SRGSSR / srgmediaplayer-apple

An advanced media player library, simple and reliable
MIT License
158 stars 33 forks source link

Incorrect seeks in DVR streams #54

Closed defagos closed 5 years ago

defagos commented 5 years ago

When seeking forwards or backwards, e.g. with the built-in SRGMediaPlayerViewController, seeks are erratic.

Issue type

Incorrect behavior

Description of the problem

Jumping forward or backward in a DVR stream does not work. The jumps are either too large or in the wrong direction.

Environment information

Reproducibility

Always reproducible

Steps to reproduce

  1. Open the SRG Media Player demo and play the Timeshift audio stream with the SRG media player.
  2. Seek to the past and wait a minute. Then use the +15 / -15 buttons to skip. The behavior is erratic.
defagos commented 5 years ago

The reason was that the start of a DVR time range was not always zero because of chunks being added. The time range normalization introduced in version 2.5 implementation was therefore incorrectly normalizing times.

To solve the issue, there was two possibilities:

  1. Fix the normalization.
  2. Fix time ranges so that their origin is always 0.

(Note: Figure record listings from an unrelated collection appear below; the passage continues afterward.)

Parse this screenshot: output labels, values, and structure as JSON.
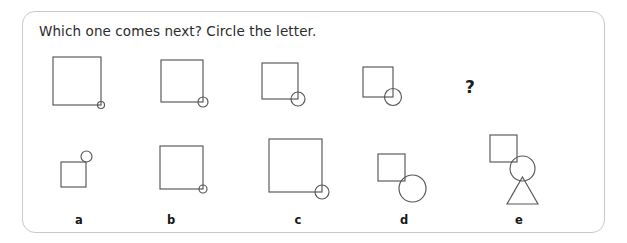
{
  "worksheet": {
    "prompt": "Which one comes next? Circle the letter.",
    "missing_marker": "?",
    "border_color": "#c9c9c9",
    "stroke_color": "#55565a",
    "text_color": "#2b2b2b",
    "background_color": "#ffffff"
  },
  "sequence": {
    "name": "square-shrinking-circle-growing",
    "items": [
      {
        "index": 1,
        "square_size": 48,
        "circle_diameter": 7,
        "circle_anchor": "bottom-right-corner",
        "left": 52,
        "top": 56
      },
      {
        "index": 2,
        "square_size": 42,
        "circle_diameter": 10,
        "circle_anchor": "bottom-right-corner",
        "left": 160,
        "top": 59
      },
      {
        "index": 3,
        "square_size": 36,
        "circle_diameter": 14,
        "circle_anchor": "bottom-right-corner",
        "left": 261,
        "top": 62
      },
      {
        "index": 4,
        "square_size": 30,
        "circle_diameter": 17,
        "circle_anchor": "bottom-right-corner",
        "left": 362,
        "top": 66
      }
    ],
    "question_mark": {
      "label": "?",
      "left": 464,
      "top": 76
    }
  },
  "options": [
    {
      "letter": "a",
      "letter_left": 68,
      "shapes": [
        {
          "type": "square",
          "size": 25,
          "left": 60,
          "top": 161
        },
        {
          "type": "circle",
          "diameter": 11,
          "left": 80,
          "top": 150
        }
      ],
      "description": "small square with small circle at top-right corner"
    },
    {
      "letter": "b",
      "letter_left": 160,
      "shapes": [
        {
          "type": "square",
          "size": 43,
          "left": 159,
          "top": 145
        },
        {
          "type": "circle",
          "diameter": 8,
          "left": 198,
          "top": 184
        }
      ],
      "description": "medium square with tiny circle at bottom-right corner"
    },
    {
      "letter": "c",
      "letter_left": 287,
      "shapes": [
        {
          "type": "square",
          "size": 53,
          "left": 268,
          "top": 138
        },
        {
          "type": "circle",
          "diameter": 14,
          "left": 314,
          "top": 184
        }
      ],
      "description": "large square with small circle at bottom-right corner"
    },
    {
      "letter": "d",
      "letter_left": 393,
      "shapes": [
        {
          "type": "square",
          "size": 27,
          "left": 377,
          "top": 153
        },
        {
          "type": "circle",
          "diameter": 27,
          "left": 398,
          "top": 174
        }
      ],
      "description": "small square with large circle at bottom-right corner"
    },
    {
      "letter": "e",
      "letter_left": 508,
      "shapes": [
        {
          "type": "square",
          "size": 27,
          "left": 489,
          "top": 134
        },
        {
          "type": "circle",
          "diameter": 25,
          "left": 509,
          "top": 155
        },
        {
          "type": "triangle",
          "width": 31,
          "height": 27,
          "left": 506,
          "top": 176
        }
      ],
      "description": "square, circle and triangle stacked diagonally"
    }
  ]
}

    Since the start position is ultimately not interesting, and for consistency with on-demand streams (which have always 0 as start position), I fixed the issue by ensuring that time ranges always start at 0.

defagos commented 5 years ago

The fix is ready for review on the feature/dvr-seek-issues branch.

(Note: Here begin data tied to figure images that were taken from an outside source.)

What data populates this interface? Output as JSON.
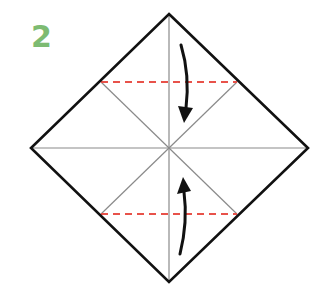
{
  "step": {
    "number": "2",
    "color": "#7dbb72"
  },
  "diagram": {
    "square_vertices": {
      "top": [
        169,
        14
      ],
      "right": [
        308,
        148
      ],
      "bottom": [
        169,
        282
      ],
      "left": [
        31,
        148
      ]
    },
    "center": [
      169,
      148
    ],
    "outline_color": "#111111",
    "crease_color": "#8a8a8a",
    "fold_line_color": "#e8524a",
    "fold_lines": [
      {
        "name": "top-valley-fold",
        "y": 82,
        "x1": 101,
        "x2": 237
      },
      {
        "name": "bottom-valley-fold",
        "y": 214,
        "x1": 101,
        "x2": 237
      }
    ],
    "arrows": [
      {
        "name": "fold-down-arrow",
        "direction": "down"
      },
      {
        "name": "fold-up-arrow",
        "direction": "up"
      }
    ]
  }
}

defagos commented 5 years ago

After some testing this approach worked but was misleading. For a DVR stream, and as chunks are retrieved, the time range origin moves in time. Always fixing time ranges to start at 0 means that the current time must be fixed accordingly, so that it moves back in time. To understand this behavior, imagine that the player is paused. As new chunks are pumped in, the playback position must namely go back in time.

In my opinion this is misleading because if you associate a date with the current position (which AVPlayer supports), the date remains fixed. This is why I recommend letting the current position and time range as they are, which in addition provides consistent times with those which can be retrieved from the underlying AVPlayer, available as a readonly property. This way, when the player is paused, the current time does not change, but the range slides forward, eventually catching up with the current position.

To solve the problem, we must therefore be especially careful when building a seek position from the current position. In such cases, since all seek positions in SRGMediaPlayerController are relative to the time range, we must subtract to the targeted CMTime the time range start to obtain a relative position to which to seek to.

I enhanced the documentation accordingly and I fixed SRGMediaPlayerViewController skip implementation, but I suggest we stop there. This is the probably the easiest and most consistent approach to deal with such issues.

defagos commented 5 years ago

One last improvement: When seeking into a segment, positions must be relative. When seeking outside any segment, positions must not be relative to the content time range (whose origin might shift in time in the case of DVR streams). This avoids having to introduce a "relative vs. absolute" time concept, and is intuitive to understand.